Beautiful human being
Made me curious – what is the difference between “empathic” and “empathetic” … warrants further scrutiny, I think.
This was very difficult for me. I think because the person I chose is very private and has a lot of pain in her life that she doesn’t reveal too often. I am encouraged by this challenge and will practicee this again and again experimenting with other people and to see what arises. I can feel an inward emotional stir forthcoming.
A new take on a lovingkindness meditation of sorts. Thank you.
I identify a lot with the comments from both Amanda and Lorna. And I, too, found this a difficult practice. But I will return to it, as I think it is a very different and fresh approach! I have enjoyed the Summit very, very much, but I must say that I look forward most to the daily practices guided by Rick Hanson! I’m going to buy the series mainly so that I can keep watching them over and over! Thank you Rick, and everyone for this opportunity to learn and to learn in the context of a like minded community.
Thank you Rick for this experience. I had been thinking before the last two comments “I wish I hadn’t chosen such a difficult situation” I will give it more thought. I do get angry but I don’t dwell in it when I believe that companies pay bonuses to keep costs down which means lower pay for employees, and apartment managers get bonuses if no apartments are vacant so the tenants pay with unfinished work and rushed or no cleaning. So I did try empathy and remembered body language as avoidance, rounded shoulders, rushed. I did put myself in her place and could imagine I might be tempted by greed to get a bonus, but knowing myself I would have worked long hours to make it happen.
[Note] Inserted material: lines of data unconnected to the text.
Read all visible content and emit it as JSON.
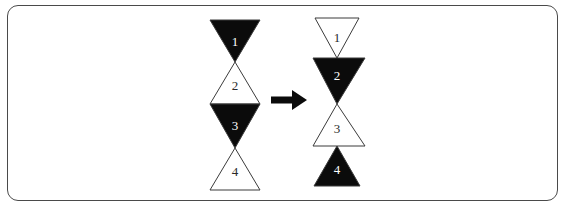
{
  "figure": {
    "frame": {
      "shape": "rounded-rectangle",
      "border_color": "#4a4a4a",
      "background_color": "#ffffff"
    },
    "arrow": {
      "direction": "right",
      "color": "#0b0b0b",
      "meaning": "transforms-into"
    },
    "colors": {
      "filled": "#0b0b0b",
      "unfilled": "#ffffff",
      "outline": "#3b3b3b",
      "label_on_filled": "#ffffff",
      "label_on_unfilled": "#2a2a2a"
    },
    "left_stack": {
      "name": "before",
      "triangles": [
        {
          "label": "1",
          "direction": "down",
          "fill": "black"
        },
        {
          "label": "2",
          "direction": "up",
          "fill": "white"
        },
        {
          "label": "3",
          "direction": "down",
          "fill": "black"
        },
        {
          "label": "4",
          "direction": "up",
          "fill": "white"
        }
      ]
    },
    "right_stack": {
      "name": "after",
      "triangles": [
        {
          "label": "1",
          "direction": "down",
          "fill": "white"
        },
        {
          "label": "2",
          "direction": "down",
          "fill": "black"
        },
        {
          "label": "3",
          "direction": "up",
          "fill": "white"
        },
        {
          "label": "4",
          "direction": "up",
          "fill": "black"
        }
      ]
    }
  }
}
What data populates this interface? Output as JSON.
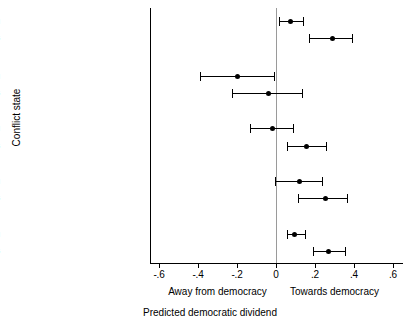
{
  "chart_data": {
    "type": "scatter",
    "title": "",
    "xlabel": "Predicted democratic dividend",
    "ylabel": "Conflict state",
    "xlim": [
      -0.7,
      0.7
    ],
    "xticks": [
      -0.6,
      -0.4,
      -0.2,
      0,
      0.2,
      0.4,
      0.6
    ],
    "xtick_labels": [
      "-.6",
      "-.4",
      "-.2",
      "0",
      ".2",
      ".4",
      ".6"
    ],
    "grid": false,
    "zero_reference_line": 0,
    "legend": "none",
    "annotations": {
      "left_direction": "Away from democracy",
      "right_direction": "Towards democracy"
    },
    "series_labels": [
      "avg",
      "1990s"
    ],
    "categories": [
      "Peace",
      "Conflict",
      "Recovery: year 1",
      "Recovery: year 2",
      "Recovery: years 3–10"
    ],
    "points": [
      {
        "category": "Peace",
        "series": "avg",
        "estimate": 0.076,
        "low": 0.015,
        "high": 0.137
      },
      {
        "category": "Peace",
        "series": "1990s",
        "estimate": 0.29,
        "low": 0.168,
        "high": 0.391
      },
      {
        "category": "Conflict",
        "series": "avg",
        "estimate": -0.198,
        "low": -0.391,
        "high": -0.01
      },
      {
        "category": "Conflict",
        "series": "1990s",
        "estimate": -0.041,
        "low": -0.224,
        "high": 0.132
      },
      {
        "category": "Recovery: year 1",
        "series": "avg",
        "estimate": -0.02,
        "low": -0.132,
        "high": 0.086
      },
      {
        "category": "Recovery: year 1",
        "series": "1990s",
        "estimate": 0.158,
        "low": 0.056,
        "high": 0.254
      },
      {
        "category": "Recovery: year 2",
        "series": "avg",
        "estimate": 0.122,
        "low": -0.005,
        "high": 0.234
      },
      {
        "category": "Recovery: year 2",
        "series": "1990s",
        "estimate": 0.254,
        "low": 0.112,
        "high": 0.366
      },
      {
        "category": "Recovery: years 3–10",
        "series": "avg",
        "estimate": 0.097,
        "low": 0.056,
        "high": 0.147
      },
      {
        "category": "Recovery: years 3–10",
        "series": "1990s",
        "estimate": 0.27,
        "low": 0.19,
        "high": 0.355
      }
    ]
  },
  "axes": {
    "y_title": "Conflict state",
    "x_title": "Predicted democratic dividend",
    "left_direction_label": "Away from democracy",
    "right_direction_label": "Towards democracy"
  },
  "colors": {
    "marker": "#000000",
    "axis": "#000000",
    "zero_line": "#9a9a9a",
    "background": "#ffffff"
  }
}
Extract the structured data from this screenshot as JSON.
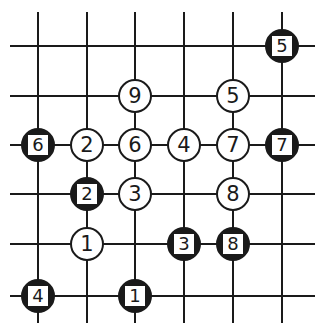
{
  "board": {
    "line_color": "#1a1a1a",
    "cols_x": [
      38,
      87,
      135,
      184,
      233,
      282
    ],
    "rows_y": [
      46,
      96,
      145,
      194,
      244,
      296
    ],
    "h_extent": [
      10,
      315
    ],
    "v_extent": [
      12,
      323
    ]
  },
  "stones": [
    {
      "color": "black",
      "label": "5",
      "col": 5,
      "row": 0
    },
    {
      "color": "white",
      "label": "9",
      "col": 2,
      "row": 1
    },
    {
      "color": "white",
      "label": "5",
      "col": 4,
      "row": 1
    },
    {
      "color": "black",
      "label": "6",
      "col": 0,
      "row": 2
    },
    {
      "color": "white",
      "label": "2",
      "col": 1,
      "row": 2
    },
    {
      "color": "white",
      "label": "6",
      "col": 2,
      "row": 2
    },
    {
      "color": "white",
      "label": "4",
      "col": 3,
      "row": 2
    },
    {
      "color": "white",
      "label": "7",
      "col": 4,
      "row": 2
    },
    {
      "color": "black",
      "label": "7",
      "col": 5,
      "row": 2
    },
    {
      "color": "black",
      "label": "2",
      "col": 1,
      "row": 3
    },
    {
      "color": "white",
      "label": "3",
      "col": 2,
      "row": 3
    },
    {
      "color": "white",
      "label": "8",
      "col": 4,
      "row": 3
    },
    {
      "color": "white",
      "label": "1",
      "col": 1,
      "row": 4
    },
    {
      "color": "black",
      "label": "3",
      "col": 3,
      "row": 4
    },
    {
      "color": "black",
      "label": "8",
      "col": 4,
      "row": 4
    },
    {
      "color": "black",
      "label": "4",
      "col": 0,
      "row": 5
    },
    {
      "color": "black",
      "label": "1",
      "col": 2,
      "row": 5
    }
  ]
}
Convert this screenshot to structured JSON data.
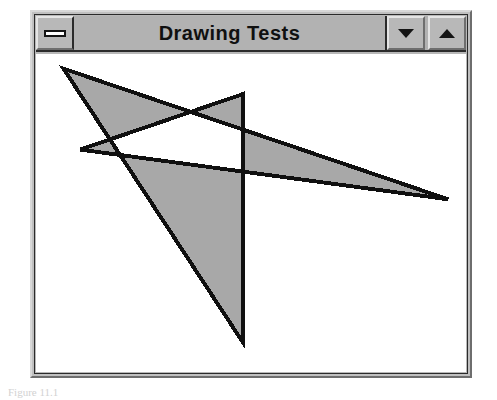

It’s much easier for myself to have empathy for family, friends, people closer to my social status, etc. But I will do practice to see where it takes me Thank you for the challenge.
Wonderful and inspiring. Thank you, Rick.
How touching and lovely this is! My surprise was looking into a family member who has chosen a religion, a life path, and political beliefs the antithesis of my own. It has been bewildering, painful, and having personalized [everything and everyone’s lives] these opposite choices as unloving and insulting to me, imagine my surprise to see his seeing himself as a knight fighting for truth and justice as much as I see myself that way, seeing that he feels aggrieved and unseen–the opposite of my perceptions before this exercise–and seeing that he is trying to be good and do good deeds through a different path than mine. My daughter tells me almost every day, “It’s not about you.” to laugh together about my personalization together. Your beautiful exercise/meditation gave a whole new opening for respecting difference rather than barely tolerating it. Thank you!
Due to your gentle guidance on how to deal with a friends and/or strangers, (who may become acquaintances because one is able to empathize with them) one finds amazing and profound similarities.. Caring about someone, even for a short time, opens one’s heart and mind and expands one’s universe.
What for me is so important is that there is nothing authoritarian in your wise and wonderful presentation.
Thank you so much.
This talk is one of the gems I’ve been able to collect. Now my challenge is to absorb and incorporate the practice. Thanks.